No emotion showed on the face of 80-year-old Killen yesterday as Judge Marcus Gordon pronounced the sentences of 20 years' confinement for each of the three counts of manslaughter, to be served consecutively. As at trial, Killen, a part-time preacher, sat in a wheelchair with oxygen tubes to his nose.

The judge acknowledged that critics may consider the sentence too long for a man already in frail health. "I know that decision of the court may be criticised. All we're trying to do is do what's right under the law and the facts of the case," he said. "The law does not recognise distinction of age."

A jury in Philadelphia, Mississippi, delivered the manslaughter convictions on Tuesday, 41 years after the killing of the three volunteers, Michael Schwerner, James Chaney and Andrew Goodman. Until Killen's trial, the state had failed to bring murder charges in a case that inspired the film Mississippi Burning and helped to trigger civil rights legislation that soon afterwards ended segregation.

The trial's conclusion was seen as a further illustration of the changed face of the South. Since 1989, Mississippi has prosecuted five cases stemming from the civil rights turmoil of the Fifties and Sixties.
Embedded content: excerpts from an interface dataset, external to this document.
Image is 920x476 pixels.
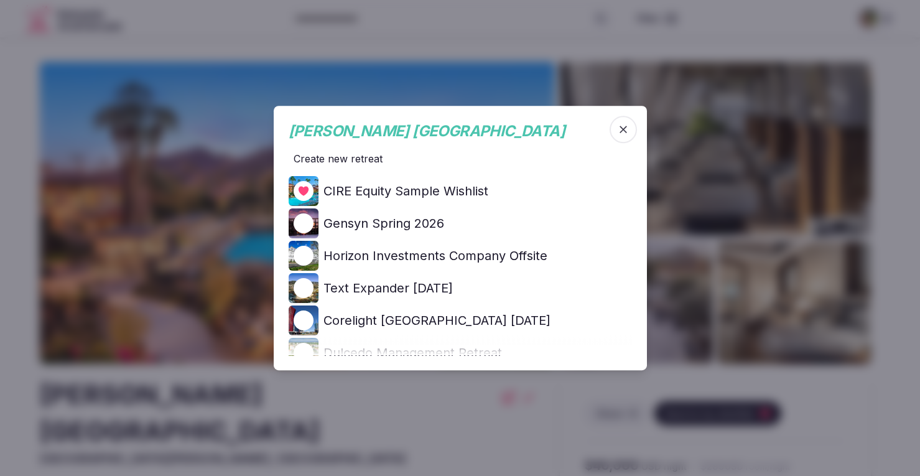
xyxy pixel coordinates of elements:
[289,208,318,238] img: Top retreat image for the retreat: Gensyn Spring 2026
[323,182,488,200] h4: CIRE Equity Sample Wishlist
[323,247,547,264] h4: Horizon Investments Company Offsite
[323,279,453,297] h4: Text Expander [DATE]
[323,312,550,329] h4: Corelight [GEOGRAPHIC_DATA] [DATE]
[323,215,444,232] h4: Gensyn Spring 2026
[289,273,318,303] img: Top retreat image for the retreat: Text Expander February 2026
[289,305,318,335] img: Top retreat image for the retreat: Corelight Barcelona Nov 2026
[289,241,318,271] img: Top retreat image for the retreat: Horizon Investments Company Offsite
[289,122,565,140] span: [PERSON_NAME] [GEOGRAPHIC_DATA]
[289,146,387,171] div: Create new retreat
[289,176,318,206] img: Top retreat image for the retreat: CIRE Equity Sample Wishlist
Most notably, in 1994, another Mississippi court convicted Byron De La Beckwith of murdering the black leader Medgar Evers in 1963.

The Killen trial, meanwhile, proved traumatic for the small city of Philadelphia and for surrounding Neshoba County, where the killings took place and which for decades has been waiting for the demons of racial violence to be exorcised. Protagonists on both sides of the case had personal connections.

Even Judge Gordon and Killen were well acquainted with one another. The judge's parents used to attend the church where Killen once preached. Moreover, Killen presided at the double funeral of Judge Gordon's parents one year after the murders of the three men.

"I take no pleasure in handing down this sentence," the judge said yesterday. The three civil rights workers were investigating the torching of a local black church when their car was stopped by police and they were arrested for speeding. While they were in a prison cell, the local chapter of the KKK hatched a plan to ambush and kill them. They vanished on 21 June 1964 and their bodies were found 44 days later. They had been beaten and shot and buried in an earthen dam.

While Killen was not convicted of murdering the three young men himself, the jury considered him directly involved. Witnesses at the trial said he rounded up carloads of Klansmen so they could intercept the victims in their car. They also said Killen told some of them to wear plastic gloves during the killings and helped provide a bulldozer to bury the bodies.